By Nivedita Balu and Bansari Mayur Kamdar

Customers walk past an Apple logo inside of an Apple store at Grand Central Station in New York

By Nivedita Balu and Bansari Mayur Kamdar

(Reuters) – Apple Inc is within striking distance of a $3 trillion market capitalization, a milestone that would make it as big as the world’s fifth largest economy after Germany, just over a year after breaching the $2 trillion mark.

Shares of Apple were up 1.6% at $174. They need to trade at $182.85 to hit the mark and cap a strong rally that has been powered by investors betting on its brand and viewing it as a comparative safe haven.

The stock has jumped about 30% this year on top of an 80% surge in 2020. In comparison, the S&P 500 has risen 25% for the period.

Its peers in the trillion-dollar club – Microsoft, Amazon, Alphabet and Tesla – have all gained between 10% and 70%.

“Apple does seem to be more immune to the ebb and flow of economic forces just because of this really strong brand.
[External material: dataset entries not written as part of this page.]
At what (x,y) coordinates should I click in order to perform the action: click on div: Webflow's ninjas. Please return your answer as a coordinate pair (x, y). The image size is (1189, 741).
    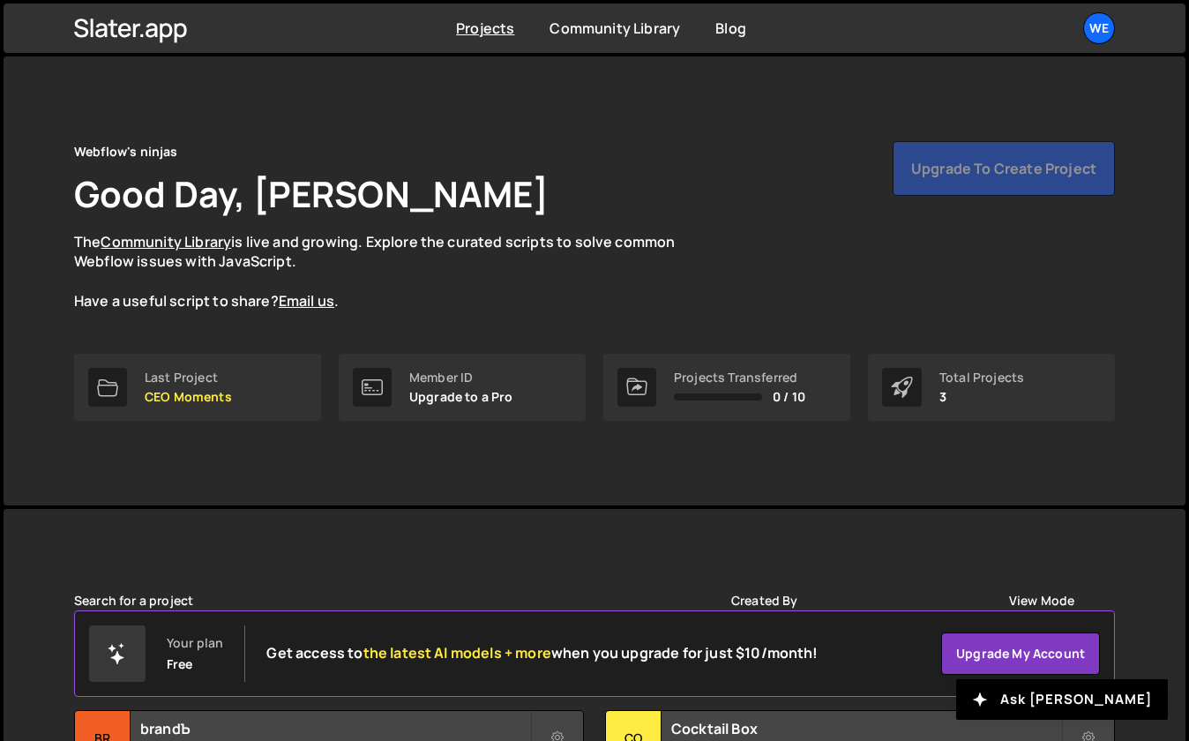
    Looking at the image, I should click on (126, 152).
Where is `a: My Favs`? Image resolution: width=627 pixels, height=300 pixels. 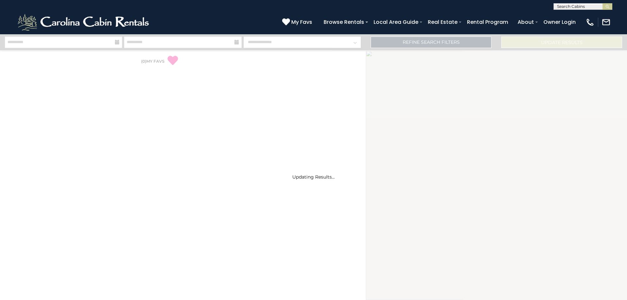
a: My Favs is located at coordinates (298, 22).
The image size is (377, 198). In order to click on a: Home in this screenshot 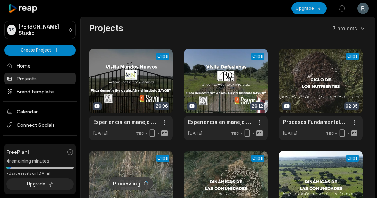, I will do `click(40, 66)`.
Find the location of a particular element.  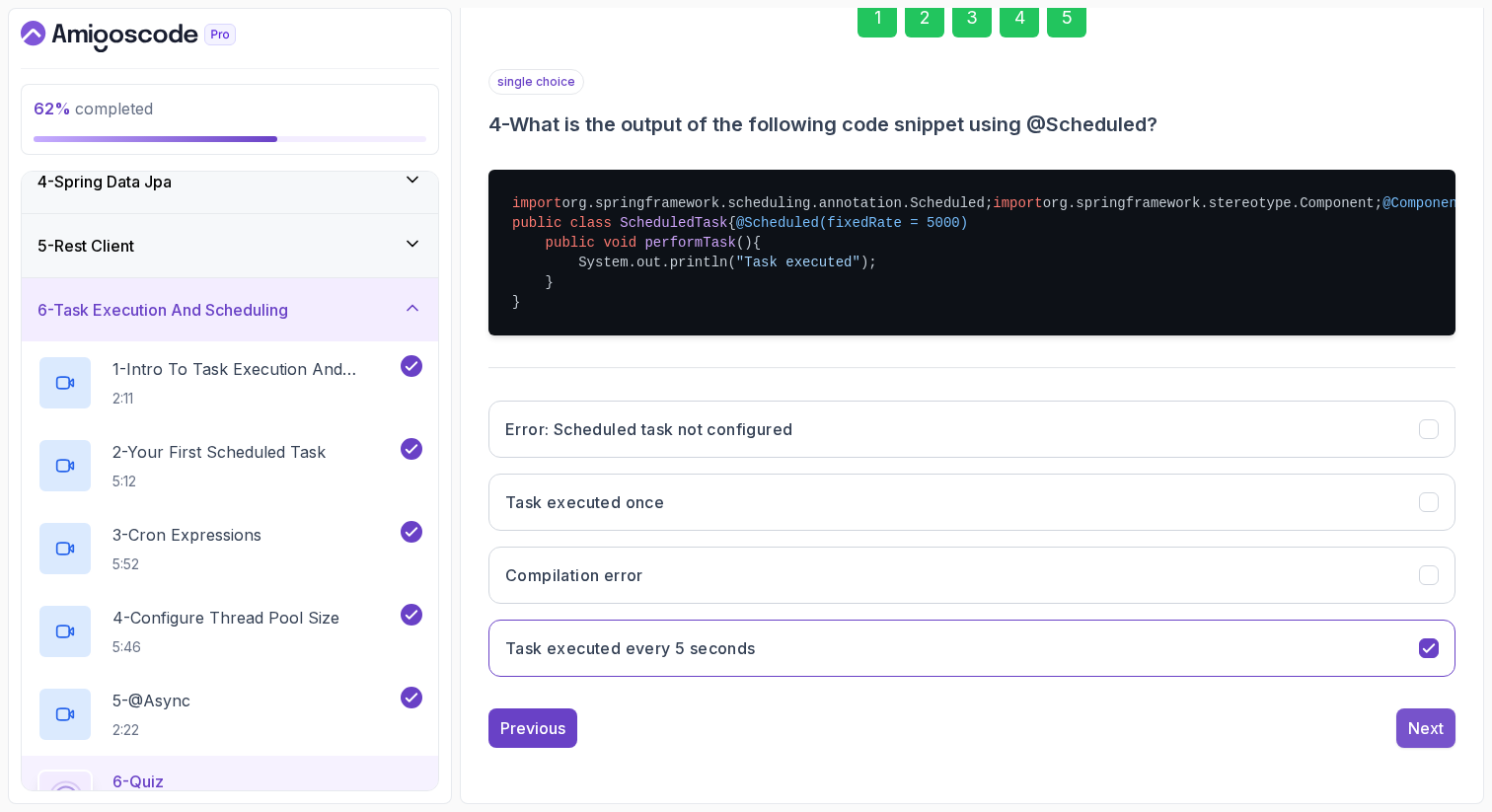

It’s new product pipeline is pretty strong too,” Susannah Streeter, senior investment and markets analyst at Hargreaves Lansdown said.

“There is an expectation that Apple is still going to come for you even though there have been some weaknesses in getting hold of the handsets and making sure that they’re available for the public.”

Apple hit the $1 trillion in market capitalization in 2018 and took two years to double that valuation.

The stock has already breached Wall Street’s median price target by $4, with a majority of analysts covering the stock rating it “buy” or higher.

Apple briefly lost its title as the most valuable company to Microsoft Corp earlier this year after CEO Tim Cook’s comments on supply chain woes and the struggle to procure semiconductors and components to make smartphones and laptops.

Microsoft is about $500 billion short of reaching $3 trillion in market capitalization.